In some way, GOG has lost the DRM war. Or given up on making it a "revolution", as it seemed to aim for in its beginnings. Having client-free, independant games used to be not just GOG's specificity, but also like an ideological purpose, some sort of ethical crusade. It was about convincing developers, and the whole videogame market, that DRM was pointless and harmful. It was about setting up an exemple and turning the tables. It was lead by anti-DRM people for anti-DRM people.
Now, Steam has imposed its client-based gaming as a new common sense, a consensual standard, amongst the new generation of players (possibly the same kids who, having grown up with it, see no problem with commercial breaks in their movies). So GOG has no real popular support, which makes it a bit hard to fuel a crusade, or to leverage convincing arguments for developers. The reality is : gamers don't give a damn about DRM. If anything, what gamers truly care for is stuff like omg feminists daring to mock macho stereotypes in their games (compare the respective violence of the gamergate movement and the anti-drm movement). Anti-DRM stances are simply "niche", which GOG isn't anymore. Anti-DRM players are like those who refuse to use facebook, or those who stroll without a mobile phone. A margin, viewed with either patronizing sympathy or hostility by the mainstream culture.
And GOG is outside this margin, without being hostile to it. On the contrary, GOG even manages a friendly space, a little zoo, for these marginals : there will always be a corner with Galaxy-free installers, there will always be an opt-out for grandpa (all know that at his age he doesn't chew clients very well, and everyone wants grandpa happy). It's, basically, an indian reservation on the conquered territory. We should not complain, nobody forced GOG to keep offering this alternative. They weren't cornered by the loud minority. The standard gamers want a client (and a mobile phone, and a facebook account, and a little message telling them that they "achieved" something when they clicked five time on that ork), and their number sustain GOG more durably.
But it's become a divide, between, on one side, GOG, its Galaxy standards, the mass of its customers and, on the other side, the enraged anti-DRM anti-clients, militants, and original GOG fans. The relation is much more friendly, cooperative, and respectful than nitpicky forum outrages make it seem ("rrrahr I boycott gog because it includes galaxy in its installers" "- fine, here are your installers without galaxy" "- rrrahr i don't care"), but it's still a "us and them" while, a few years ago, GOG and its core users were a same "us". There was a time where GOG seemed to be the same people as those who bought games on GOG to escape Steam-like clients. And, as GOG developed to meet the demands of steam-era gamers, by reappropriating the steam devices, the perspectives have divorced.
In practice : No big deal. GOG is not unfaithful to its traditional customers. It caters to them. But GOG is not its traditional customers anymore. The sense of self-identification is gone. And some customers keep getting disturbed by that. They wanted an unity and not an alliance. I think we should be happy with the alliance. Steam doesn't propose one.
At this point, it's too much fuss around a sense of mere symbolic betrayal. GOG went from offering client-free games, to offering also client-integrated games, to offering also client-free games. It expanded beyond what I use GOG for, it made what I use GOG for a bit more marginal, but it didn't remove what I use GOG for. It feels like a little bookshop becoming a big supermarket without really reducing the original bookshop in it. I don't identify with the whole of it anymore, but what matters is still there.
It's not entirely devoid of melancholy, but, again, it's no big deal. "Galaxy.com" is not gog.com but isn't steam.com either. It evolved to its own third thing.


§ **Task description**:
Repeat exactly the lines that begin at the one containing "Enumerate this screenshot's" and end at the final line of the records; include no pictures and nothing else.

Data tied to figure images:

* * * *

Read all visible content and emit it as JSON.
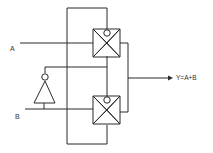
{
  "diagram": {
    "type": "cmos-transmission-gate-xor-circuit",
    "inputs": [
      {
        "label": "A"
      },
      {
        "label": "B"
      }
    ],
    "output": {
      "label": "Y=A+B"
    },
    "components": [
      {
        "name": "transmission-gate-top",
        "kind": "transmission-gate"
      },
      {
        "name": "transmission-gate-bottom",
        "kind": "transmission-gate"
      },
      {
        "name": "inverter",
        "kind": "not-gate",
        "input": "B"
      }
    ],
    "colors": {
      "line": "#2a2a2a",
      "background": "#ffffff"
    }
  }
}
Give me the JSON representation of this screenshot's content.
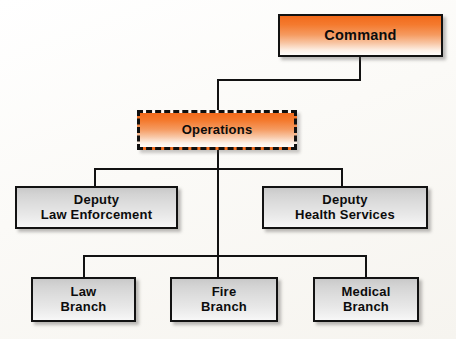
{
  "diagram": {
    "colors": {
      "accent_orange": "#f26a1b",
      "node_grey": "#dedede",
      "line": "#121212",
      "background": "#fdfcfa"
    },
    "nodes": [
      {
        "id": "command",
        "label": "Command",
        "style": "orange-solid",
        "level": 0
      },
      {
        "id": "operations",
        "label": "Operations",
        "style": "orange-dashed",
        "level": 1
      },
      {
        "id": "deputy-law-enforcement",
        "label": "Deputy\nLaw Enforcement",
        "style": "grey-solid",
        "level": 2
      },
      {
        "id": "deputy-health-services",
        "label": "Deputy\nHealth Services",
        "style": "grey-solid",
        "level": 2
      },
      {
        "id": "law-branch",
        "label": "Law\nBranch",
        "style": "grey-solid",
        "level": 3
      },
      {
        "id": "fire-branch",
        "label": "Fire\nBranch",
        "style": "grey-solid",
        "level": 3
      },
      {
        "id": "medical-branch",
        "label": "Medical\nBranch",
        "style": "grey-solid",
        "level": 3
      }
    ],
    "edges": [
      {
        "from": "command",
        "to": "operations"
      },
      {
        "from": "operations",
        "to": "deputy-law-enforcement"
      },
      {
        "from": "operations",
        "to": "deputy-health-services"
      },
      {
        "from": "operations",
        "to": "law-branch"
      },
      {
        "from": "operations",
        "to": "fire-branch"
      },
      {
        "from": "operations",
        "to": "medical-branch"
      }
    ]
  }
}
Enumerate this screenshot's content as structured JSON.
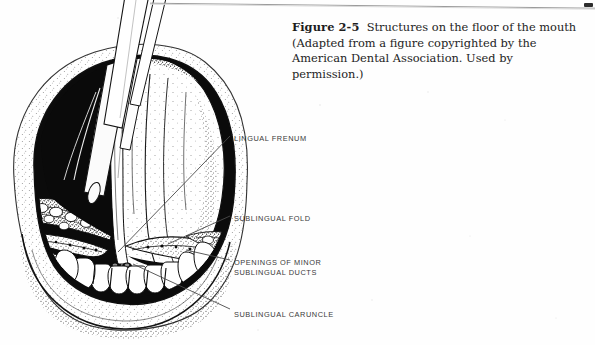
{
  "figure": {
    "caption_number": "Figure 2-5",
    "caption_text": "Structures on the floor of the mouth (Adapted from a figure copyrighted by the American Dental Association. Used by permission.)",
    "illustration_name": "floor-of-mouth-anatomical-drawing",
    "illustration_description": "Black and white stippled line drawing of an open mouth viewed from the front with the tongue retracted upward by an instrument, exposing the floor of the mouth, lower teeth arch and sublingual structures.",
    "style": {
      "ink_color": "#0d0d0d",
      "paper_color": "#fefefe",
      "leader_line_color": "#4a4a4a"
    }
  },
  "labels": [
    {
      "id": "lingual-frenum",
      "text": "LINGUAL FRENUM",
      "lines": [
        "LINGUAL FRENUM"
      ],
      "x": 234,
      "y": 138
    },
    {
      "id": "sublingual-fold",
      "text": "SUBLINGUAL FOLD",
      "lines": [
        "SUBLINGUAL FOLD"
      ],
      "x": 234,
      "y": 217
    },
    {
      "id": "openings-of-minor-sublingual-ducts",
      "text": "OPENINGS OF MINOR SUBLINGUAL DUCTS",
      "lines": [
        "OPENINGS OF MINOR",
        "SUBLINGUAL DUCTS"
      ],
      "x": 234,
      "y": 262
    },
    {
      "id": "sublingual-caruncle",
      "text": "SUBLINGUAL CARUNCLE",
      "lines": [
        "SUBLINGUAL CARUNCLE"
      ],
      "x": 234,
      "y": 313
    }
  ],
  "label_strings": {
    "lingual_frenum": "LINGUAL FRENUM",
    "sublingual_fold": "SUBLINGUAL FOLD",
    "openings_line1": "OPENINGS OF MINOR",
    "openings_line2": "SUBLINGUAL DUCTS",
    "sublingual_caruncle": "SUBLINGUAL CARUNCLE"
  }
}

* * * *

§ **Written answer**:
Enumerate this screenshot's content as structured JSON.
{
  "figure": {
    "caption_number": "Figure 2-5",
    "caption_text": "Structures on the floor of the mouth (Adapted from a figure copyrighted by the American Dental Association. Used by permission.)",
    "illustration_name": "floor-of-mouth-anatomical-drawing",
    "illustration_description": "Black and white stippled line drawing of an open mouth viewed from the front with the tongue retracted upward by an instrument, exposing the floor of the mouth, lower teeth arch and sublingual structures.",
    "style": {
      "ink_color": "#0d0d0d",
      "paper_color": "#fefefe",
      "leader_line_color": "#4a4a4a"
    }
  },
  "labels": [
    {
      "id": "lingual-frenum",
      "text": "LINGUAL FRENUM",
      "lines": [
        "LINGUAL FRENUM"
      ],
      "x": 234,
      "y": 138
    },
    {
      "id": "sublingual-fold",
      "text": "SUBLINGUAL FOLD",
      "lines": [
        "SUBLINGUAL FOLD"
      ],
      "x": 234,
      "y": 217
    },
    {
      "id": "openings-of-minor-sublingual-ducts",
      "text": "OPENINGS OF MINOR SUBLINGUAL DUCTS",
      "lines": [
        "OPENINGS OF MINOR",
        "SUBLINGUAL DUCTS"
      ],
      "x": 234,
      "y": 262
    },
    {
      "id": "sublingual-caruncle",
      "text": "SUBLINGUAL CARUNCLE",
      "lines": [
        "SUBLINGUAL CARUNCLE"
      ],
      "x": 234,
      "y": 313
    }
  ],
  "label_strings": {
    "lingual_frenum": "LINGUAL FRENUM",
    "sublingual_fold": "SUBLINGUAL FOLD",
    "openings_line1": "OPENINGS OF MINOR",
    "openings_line2": "SUBLINGUAL DUCTS",
    "sublingual_caruncle": "SUBLINGUAL CARUNCLE"
  }
}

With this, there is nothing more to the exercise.